Across these efforts the recurring conclusion is that LAR is the most stable and reproducible subtype across cohorts and methods, mesenchymal/basal axes are reproducible but their boundaries are method-dependent, and the immune-active vs. immune-suppressed split (Burstein's BLIA/BLIS) is increasingly recognized as a tumor-microenvironment axis rather than a tumor-intrinsic one — Lehmann's 2016 view.

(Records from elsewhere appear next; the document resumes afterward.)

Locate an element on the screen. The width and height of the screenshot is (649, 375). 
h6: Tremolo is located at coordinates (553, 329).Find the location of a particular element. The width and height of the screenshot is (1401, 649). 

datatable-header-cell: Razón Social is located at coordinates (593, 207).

Subtype-by-pCR association across cohorts
| Subtype | Lehmann 2014 (n=130) | Lehmann 2016 (refined, n=305) | FUSCC 2019 (n=222 neoadj) | Direction across cohorts |
|---|---|---|---|---|
| BL1 | ~52% | ~41% | (merged with BLIS) | Consistently highest pCR rate |
| BL2 | ~0–10% | ~18% | (merged) | Consistently lowest pCR among basal subtypes |
| M / MES | ~31% | ~26% | ~26% | Intermediate; variable across cohorts |
| LAR | ~10% | ~21% | ~16% | Consistently low pCR; AR signaling presumed driver |
| IM / BLIA | ~30% | (reassigned) | ~52% | High pCR when treated as immune-rich axis |
Numbers harmonized across studies that used different neoadjuvant regimens (mostly anthracycline+taxane); direct comparison is approximate. The IM/BLIA row in particular is sensitive to whether immune signature is treated as a subtype or a separate axis.

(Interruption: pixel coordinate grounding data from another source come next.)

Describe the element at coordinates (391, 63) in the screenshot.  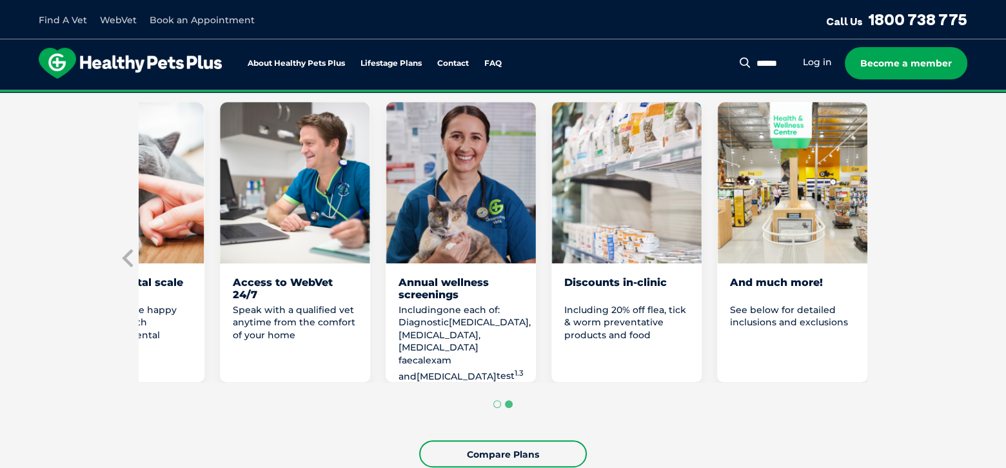
I see `a: Lifestage Plans` at that location. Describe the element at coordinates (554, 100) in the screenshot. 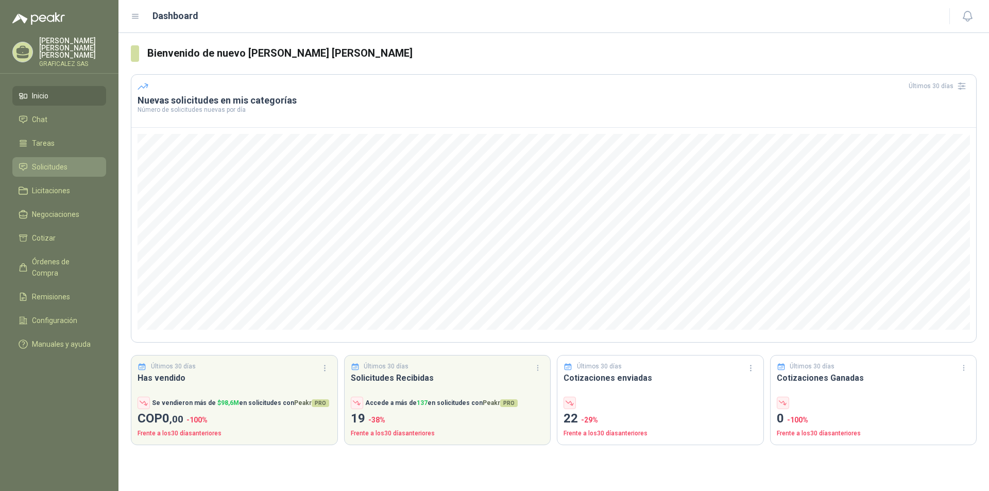

I see `h3: Nuevas solicitudes en mis categorías` at that location.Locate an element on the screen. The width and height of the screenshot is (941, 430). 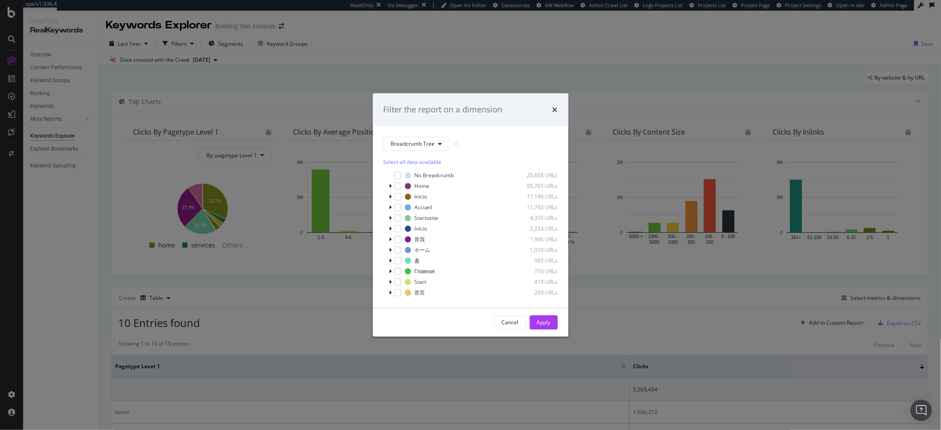
div: 1,946 URLs is located at coordinates (536, 239).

Clinical applicability today
Routine clinical use of TNBC molecular subtyping is still limited. The frameworks are used to stratify enrollment in investigational trials and to interpret retrospective subgroup analyses, but no major society guideline currently requires TNBC subtype assignment to drive standard-of-care treatment selection. Three subtype-driven clinical-use cases have advanced furthest:
- LAR → AR antagonists. The strongest subtype-actionable lead. The TBCRC 011 phase II trial of bicalutamide in AR+ metastatic TNBC reported a clinical benefit rate of ~19% in the AR-positive subgroup, defining proof-of-concept[12]C. Enzalutamide, the second-generation AR antagonist, was tested in AR-expressing advanced TNBC (Traina 2018, n=118) with a 16-week clinical benefit rate of 25% in patients with ≥ 10% AR by IHC[13]B. TBCRC 032 combined enzalutamide with the PI3K inhibitor taselisib in AR+ metastatic TNBC, reporting a clinical benefit rate of 36% and identifying PIK3CA-mutation enrichment as a sub-response signal[14]B. Definitive randomized data are still pending.

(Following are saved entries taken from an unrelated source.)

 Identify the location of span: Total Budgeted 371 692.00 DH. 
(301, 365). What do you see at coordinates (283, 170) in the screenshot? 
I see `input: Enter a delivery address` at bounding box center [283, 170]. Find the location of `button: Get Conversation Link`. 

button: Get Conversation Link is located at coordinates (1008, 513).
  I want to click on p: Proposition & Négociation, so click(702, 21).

- Immune-rich subtype → immune checkpoint inhibitors. KEYNOTE-522, KEYNOTE-355, and IMpassion130 / IMpassion131 all preceded routine subtype assignment; subgroup analyses by Lehmann/Burstein subtype were retrospective and underpowered. Tumor-infiltrating lymphocytes per the International TILs Working Group standard remain the more practical proxy for the immune-active axis[15]A.
- FUTURE-series trials at FUSCC (China) have prospectively biomarker-stratified pre-treated metastatic TNBC patients to subtype-matched targeted therapy with reported response rates substantially higher than historical controls[16]B. Replication in non-Chinese cohorts is pending.
Subtype-assignment workflows currently rely on RNA-seq or gene-expression microarrays of FFPE-suitable quality. The TNBCtype web tool (Vanderbilt) returns calls from a 101-sample-trained classifier; targeted-panel approximations exist but are not yet a regulatory device. Inter-classifier agreement (Lehmann TNBCtype-4 vs. Burstein vs. FUSCC) on the same patient cohort runs in the 60–75% range — reasonable for research but below the level demanded for treatment selection[9].
Limitations and methodological caveats
- Sample-composition contamination. The original Lehmann 2011 classifier was derived from bulk-tumor expression data; IM and MSL signals turned out to reflect microenvironment composition rather than tumor-intrinsic biology[8]. Newer single-cell and spatial transcriptomic methods promise cleaner separation but have not yet replaced bulk-derived classifiers in routine use.
- Cohort bias. The 2011 derivation pooled 21 datasets generated on different platforms (Affymetrix variants, Agilent, custom arrays) with varying preanalytical handling. Cross-platform normalization is imperfect; cluster stability depends on the chosen normalization method[9].
- Intratumoral heterogeneity. Single-cell RNA-seq has revealed substantial subclonal diversity within individual TNBC tumors, including coexistence of subtype-discordant subpopulations. A bulk-derived subtype assignment may represent the dominant clone but miss therapeutically important minority populations — relevant for relapse and metastasis biology[17]B.
- Subtype-by-treatment interactions are mostly retrospective. Prospective subtype-stratified clinical trials are scarce; the FUTURE series at FUSCC and a handful of phase II investigator-initiated efforts are the main exceptions. Most subtype-treatment claims rest on subgroup analyses of trials that did not pre-specify subtype as a stratification variable.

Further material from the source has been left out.